This is one of my favorite songs by Rodney, and probably the first one I really saw myself in. Even though I do live in the country, it’s a quite frequent occurance to look out the kitchen window or off the front porch and see how much “more” there is to life than what I’ve already got. In that moment I’ve felt myself longing for this or that, only to come back to reality a while later and realize “that’s not me.” In a way, that was very disappointing. You see someone who’s “got it together,” maybe in their little farm on 5 acres, or even beyond the realm of stuff to the man and wife sitting on the front porch, relaxing, just enjoying life. And I wonder, “can I have that?” I think that’s what this song is all about. Coming to that realization that while there are an infinite number of other lives out there for us to idolize or wish we had, there is only one that we do have, and that’s our own. The question is, what will we do with it? Will we “make the most of it,” but still always be comparing our life to that of someone else, or will we take that image of the “ideal life,” boil it down to the values it really means to us and what draws us to it, and then see where that fits into the life we’ve been given.

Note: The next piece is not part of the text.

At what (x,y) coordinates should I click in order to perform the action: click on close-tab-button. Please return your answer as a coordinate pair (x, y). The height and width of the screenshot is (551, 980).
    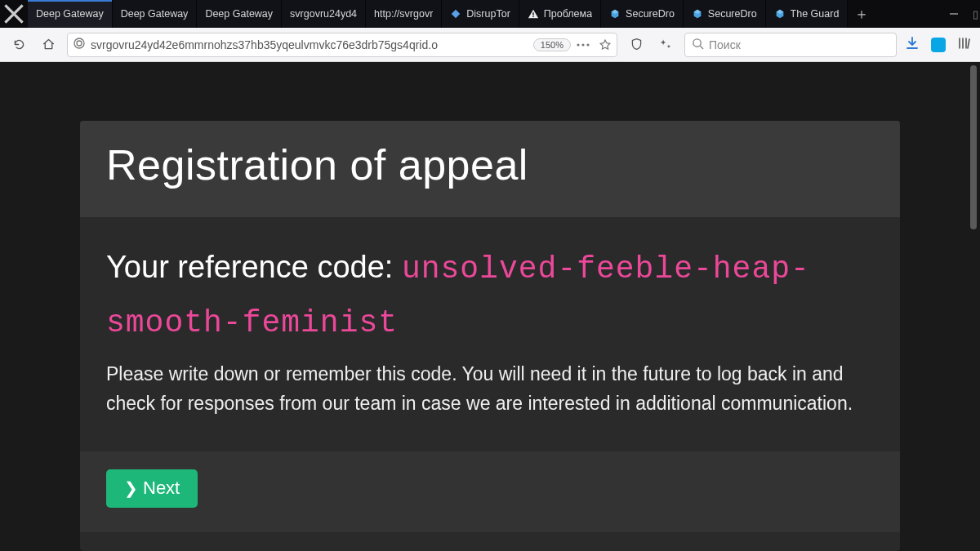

I woke up the same way this morning
like a stranger in my own life
tired and confused with too much to do
nothing left for my kids and my wife
oh I clung to that first cup of coffee
praying god, won’t you show me what’s real
then out in the distance I saw through the window
a man on a tractor with a dog in a field

How many mornings have I woken up to this feeling? Like I know, without a shadow of a doubt, that I’m lost. Not like lost for eternity, but just plain old lost… don’t know where I am, where I’m going, where I should be, or how to get to any of those places. You sit there at the kitchen table, coffee in hand, looking through the steam at the imaginary world that “could be mine.” And then you see it. In your minds eye, a vision comes to mind. A farm on 40 acres. A career that lets me take a month off every year. A family full of happiness and smiles. And you want it. You wonder what it would take to get “that” for your life.

the dog walked just like it was smiling
the man drove like the world was all right
the tractor hummed on like a part of a song
that you sing to your children at night
his work was laid out there before him
in rows of green, his whole life was revealed
oh what I wouldn’t give if I could just live
like a man on a tractor with a dog in a field

Peace. Joy. The good life. Clear direction. A friend you can count on. “What I wouldn’t give for that,” I think. How much of the life I’m living now would I sell just for that life. The life that may not have all the stuff, but at least it has peace. At least it has clarity.

let me do what I’m doing
let me be where I am
let me find peace of mind
on my own piece of land
when I’m lost, help me to let go
and find someway to feel
like a man on a tractor with a dog in a field

The chorus in thing song says it all… I see all that’s out there, I dream “bigger” than will fit into my life, but I have to find some sort of compromise, don’t I? I’ve got to be satisfied, don’t I? If i can’t have “that,” I can still “make do” with what I do have, right? I’ve got a good family… a nice home… a home for eternity… but is that really enough? Am I really satisfied to the point that I don’t sense that longing for the life of a rocking chair on the porch, or strumming a guitar into the night, of spending all day plowing a field, planting seeds, and then spending the next several months watching what I’ve planted come to life?

There I was watching and wondering
my wife came down and sat beside me
she said. “It’s not about living another man’s life
it’s about seeing your own differently
oh this home that I love and my children
what more could one man hope to yield
then she touched my face
and said, “there’s more than one way
to be a man on a tractor with a dog in a field

I love how the last verse goes here. It takes an intervention. It takes that friend – that spouse – that other set of eyes – to help you see that what you’ve already got in front of you IS all that you could ever want, or dream of. “It’s not about living another man’s life; it’s about seeing yoru own differently.” And that’s what it takes. It may take it over and over again, but that’s what it takes. Realizing that this life I have to live is worth every ounce of effort and heart I can pour into it, that the “home” I live in has very little to do with drywall, 2×4’s, and dirt. That my children, my wife, my job, or even a lack of any of those things, is so much more than many people would dream of. For that matter, someone might be looking at my life and say, “wow, I’d love that.” What shall I model for them? The constant desire for more? Or true satisfaction. With what I have, where I am, and probably most of all, who I am?

I know the answer to that. Most of us do. But it’s songs like this that remind me, put it in perspective, and make me proud to just be… me.